Between 2005 and 2008 The Feeling had 10 days off. The relentless touring, fed by a desire to see the band perform that spread ever further around the globe, was something they all enjoyed. Not many bands are as enthusiastic about a three month, coast-to-coast US tour – with the odd day off in Norfolk, Virginia – as this one is, but at some point it had to end.
“We were knackered,” Richard says. “We had begun to understand how bands end up going crazy or killing each other.”
“I was losing my brain,” nods Dan.
Instead of fighting or falling out the band decided to take a year off and indulge themselves a little. Dan took helicopter lessons. Richard flew fixed wing aircraft (and had another baby). Drummer Paul Stewart bought a drag racer and got married.
“We lived out all the clichés!” enthuses Richard. But within a couple of months they’d got restless. The band decamped to “a little retreat” in Wiltshire where they locked themselves away for two weeks and wrote a great swathe of new songs. There were trips to Nashville (where they met the legendary producer Bob Ezrin who announced himself a fan) and Sweden, and all the while the songs kept coming.
In 2010 they returned to the Alps to launch their own, completely personalised “Little World Festival”, they’re headlining alongside Squeeze and Ed Harcourt this year.
Back in The Dog House the band developed a fondness for, “sleepover jam sessions”, where they would just play and play for the joy of playing and watch the new ideas come out.
Along the way they teamed up with the “phenomenal producers” The Freemasons (who have worked with Ellis-Bextor and remixed Kelly Rowland, Solange Knowles and Jamiroquai) who would work alongside the band adding “fairy-dust” to the these new productions.
“It was like a hobby again,” says Dan, “it was wonderfully self indulgent. But we needed that time. If you’re doing records based on songwriting – as opposed to just record making – you need time. You have to live with the material and find out what it is you’re really in love with. Songs can have funny qualities – they can surprise you – and time is the only thing that will tell you that. The best songs come with a line and a melody and chord change. It’s good to turn your brain off and go somewhere nuts. Your brain can make things ugly, your subconscious is more beautiful.”
“Then, one day, we thought, it’s been long enough,” Richard says. “This can’t be our Chinese Democracy!”
So last October they took the songs to Island Records who are now about to release Together We Were Made. And what songs they are.
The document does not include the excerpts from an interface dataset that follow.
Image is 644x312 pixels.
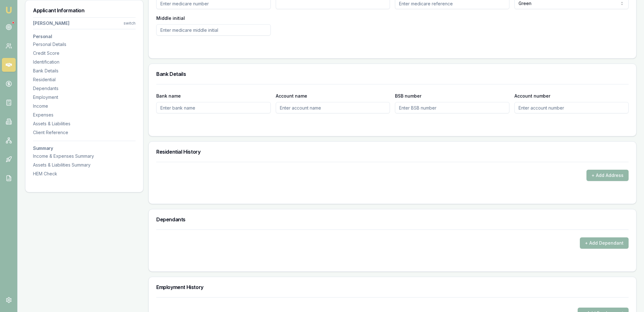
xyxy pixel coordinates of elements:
h3: Applicant Information [33,8,136,13]
label: Account number [515,93,550,99]
div: Personal Details [33,41,136,48]
div: Credit Score [33,50,136,57]
div: [PERSON_NAME] [33,20,69,26]
input: Enter medicare middle initial [156,24,271,35]
div: Expenses [33,111,136,118]
div: Bank Details [33,68,136,74]
div: Income [33,103,136,109]
label: Account name [276,93,307,99]
input: Enter bank name [156,102,271,113]
input: Enter BSB number [395,102,510,113]
div: Income & Expenses Summary [33,153,136,159]
div: switch [124,21,136,26]
div: Dependants [33,85,136,91]
div: Identification [33,59,136,65]
label: Middle initial [156,16,185,21]
h3: Bank Details [156,72,629,77]
input: Enter account name [276,102,390,113]
h3: Residential History [156,149,629,154]
button: + Add Dependant [580,238,629,249]
div: Client Reference [33,129,136,136]
div: Residential [33,77,136,83]
label: BSB number [395,93,422,99]
img: emu-icon-u.png [5,6,12,14]
button: + Add Address [587,170,629,181]
div: Employment [33,94,136,100]
div: Assets & Liabilities Summary [33,162,136,168]
div: HEM Check [33,170,136,177]
input: Enter account number [515,102,629,113]
h3: Personal [33,34,136,39]
label: Bank name [156,93,181,99]
h3: Dependants [156,217,629,222]
h3: Employment History [156,285,629,290]
div: Assets & Liabilities [33,120,136,127]
h3: Summary [33,146,136,151]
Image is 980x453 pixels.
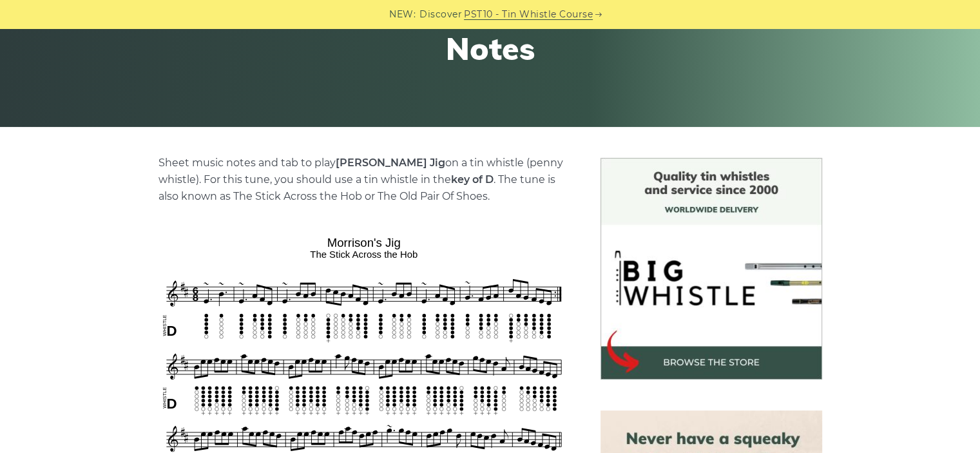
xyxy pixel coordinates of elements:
a: PST10 - Tin Whistle Course [464,7,593,22]
img: BigWhistle Tin Whistle Store [601,158,822,379]
span: NEW: [389,7,415,22]
strong: key of D [451,173,493,185]
span: Discover [420,7,462,22]
strong: [PERSON_NAME] Jig [336,156,445,168]
p: Sheet music notes and tab to play on a tin whistle (penny whistle). For this tune, you should use... [158,154,570,205]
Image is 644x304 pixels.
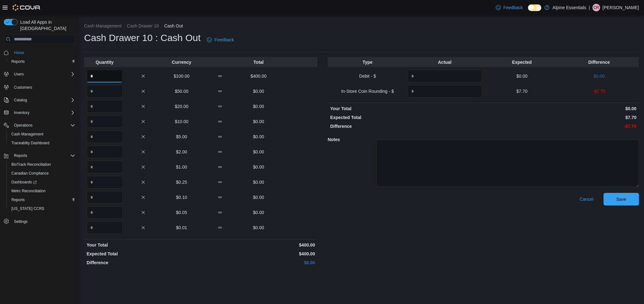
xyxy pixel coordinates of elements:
[7,204,78,213] button: [US_STATE] CCRS
[241,195,276,200] p: $0.00
[241,164,276,170] p: $0.00
[11,180,37,184] span: Dashboards
[8,169,75,177] span: Canadian Compliance
[484,106,636,111] p: $0.00
[8,58,75,65] span: Reports
[1,109,78,117] button: Inventory
[602,4,638,11] p: [PERSON_NAME]
[11,96,29,104] button: Catalog
[8,179,39,186] a: Dashboards
[8,169,51,177] a: Canadian Compliance
[241,119,276,124] p: $0.00
[8,161,75,168] span: BioTrack Reconciliation
[86,206,123,219] input: Quantity
[11,162,51,167] span: BioTrack Reconciliation
[164,210,199,216] p: $0.05
[8,58,27,65] a: Reports
[14,219,27,224] span: Settings
[86,70,123,82] input: Quantity
[164,119,199,124] p: $10.00
[562,88,636,94] p: -$7.70
[164,59,199,65] p: Currency
[241,224,276,231] p: $0.00
[8,139,75,147] span: Traceabilty Dashboard
[1,217,78,226] button: Settings
[86,161,123,173] input: Quantity
[562,59,636,65] p: Difference
[528,5,541,11] input: Dark Mode
[1,152,78,160] button: Reports
[407,70,482,82] input: Quantity
[593,4,600,11] div: Carter Roberts
[7,160,78,169] button: BioTrack Reconciliation
[86,85,123,97] input: Quantity
[11,189,46,194] span: Metrc Reconciliation
[14,123,33,128] span: Operations
[84,22,638,30] nav: An example of EuiBreadcrumbs
[164,164,199,170] p: $1.00
[86,130,123,143] input: Quantity
[241,88,276,94] p: $0.00
[202,251,315,257] p: $400.00
[86,242,199,248] p: Your Total
[407,59,482,65] p: Actual
[8,196,27,204] a: Reports
[1,82,78,92] button: Customers
[164,179,199,185] p: $0.25
[86,59,123,65] p: Quantity
[241,179,276,185] p: $0.00
[241,134,276,140] p: $0.00
[14,153,27,158] span: Reports
[616,196,626,202] span: Save
[164,23,183,28] button: Cash Out
[164,88,199,94] p: $50.00
[11,83,75,91] span: Customers
[8,196,75,204] span: Reports
[11,218,30,225] a: Settings
[8,205,47,212] a: [US_STATE] CCRS
[84,32,200,44] h1: Cash Drawer 10 : Cash Out
[579,196,593,202] span: Cancel
[11,70,26,78] button: Users
[241,73,276,80] p: $400.00
[329,88,404,94] p: In-Store Coin Rounding - $
[493,1,525,14] a: Feedback
[86,222,123,234] input: Quantity
[13,5,41,10] img: Cova
[484,114,636,121] p: $7.70
[126,23,158,28] button: Cash Drawer 10
[329,123,481,129] p: Difference
[552,4,586,11] p: Alpine Essentials
[204,34,236,46] a: Feedback
[11,206,44,211] span: [US_STATE] CCRS
[484,59,559,65] p: Expected
[164,134,199,140] p: $5.00
[86,259,199,266] p: Difference
[7,57,78,66] button: Reports
[164,73,199,80] p: $100.00
[86,100,123,113] input: Quantity
[241,59,276,65] p: Total
[11,122,35,129] button: Operations
[11,59,24,65] span: Reports
[328,133,374,146] h5: Notes
[202,242,315,248] p: $400.00
[11,109,32,117] button: Inventory
[86,191,123,204] input: Quantity
[329,114,481,121] p: Expected Total
[11,152,75,159] span: Reports
[329,73,404,80] p: Debit - $
[11,122,75,129] span: Operations
[14,51,24,55] span: Home
[86,146,123,158] input: Quantity
[8,205,75,212] span: Washington CCRS
[8,130,46,138] a: Cash Management
[11,96,75,104] span: Catalog
[14,72,23,77] span: Users
[8,187,75,195] span: Metrc Reconciliation
[8,187,48,195] a: Metrc Reconciliation
[484,123,636,129] p: -$7.70
[4,46,75,242] nav: Complex example
[484,88,559,94] p: $7.70
[14,110,29,115] span: Inventory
This is a Feeling record that sounds, unashamedly, like The Feeling, but with a host of new twists and turns to explore. “If we tried to not to sound like The Feeling we’d still sound like The Feeling,” Dan says. “Think of The Beatles or Elton John or Tina Turner – the voice is the identity.”
“Whatever we write will always sound like Dan’s voice and our band and at some point all our backing vocals will probably come soaring in!” laughs Richard. “That is our identity and you should never, ever be scared of your identity.”